Hello,

I am trying to contribute to two separate issues in one email; forgive me if
this is not allowed.
TAX CUTS and expansion / recession
Thanks to Tom Walker remarks (and epilogue below).  I broadly agree.

We know one thing: business as usual ain't going to cut it. The probable is
no longer possible. Whatever happens next is bound to be "improbable".

IMHO, the probable thing, and at the same time unprecedented in its depth
(would this merit the qualification of "improbable"?), would be a recession
scenario, of drastic and painful consequences (and not equally distributed,
neither domestically nor across the borders).
Such an outcome does not imply to say that a fiscal relaxation would not
have *any*  Keynesian effect at all. In a demand-driven setting an increase
of disposable income would have a multiplier effect. Such does not
contradict the fact that it could be very little, or too little, and thus
not sufficient to overcome a recession.  Further, a tax relaxation may have
a different impact depending on how this is distributed across household
income levels. I agree with this (thanks, Max for your remarks), but
unfortunately, in the model we used for the "Implosion..." we did not go as
far as to specifying different types of households with different
propensities.

WEALTH EFFECTS.
The WSJ article is consistent with our analysis. Moreover, our 'private
expenditure function' is influenced, among others, by the evolution of
prices in the stock market *and* in the housing/ real state market.
However, any form of credit, refinancing, or whatever *based on a
debt/wealth* indicator is misleading; or, as Jim put it, "it continues the
development of a bubble economy". Looking solely at the house market, what
is going on now in the US seems a reminiscence of the Japanese bubble a
decade ago (from the very little I know of it).
Yet, I am not sure whether I understand Michael remarks:
the wealth makes debt seem somewhat rational since it is tied to an
underlying "value".

What I think is (and I am sorry to insist again and again on the same) that
the meaningful indicator, for the private sector as a whole, is the ratio
*Debt/income*, because debts cannot be paid, on the aggregate, with wealth.
Wealth needs to be either cashed; or more credit (which would lead to more
debt to be serviced) needs to be granted. And there is a limit to both.

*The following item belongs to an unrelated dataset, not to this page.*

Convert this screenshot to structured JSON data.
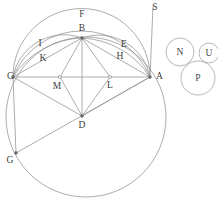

The above does not mean that the debt/income ratio needs to be guiding the
behaviour of consumers (or private expenditure in the aggregate). I
personally think that it is not the case, that the 'fear of bankruptcy" is
somehow less significant than the 'frenzied rush of the tide'. In a
(classic, IMO) article of C. Diaz-Alejandro (1985) "Good-bye financial
repression, hello financial crisis" he expresses quite well the sentiment of
consumers:
"when everybody is bankrupt, nobody is!".

Our point, in the "Implosion..." paper was not that debt/ income ratio is
guiding consumers, but that such indicator ought to inform economists and
policy-makers of the risk of letting things going this pace.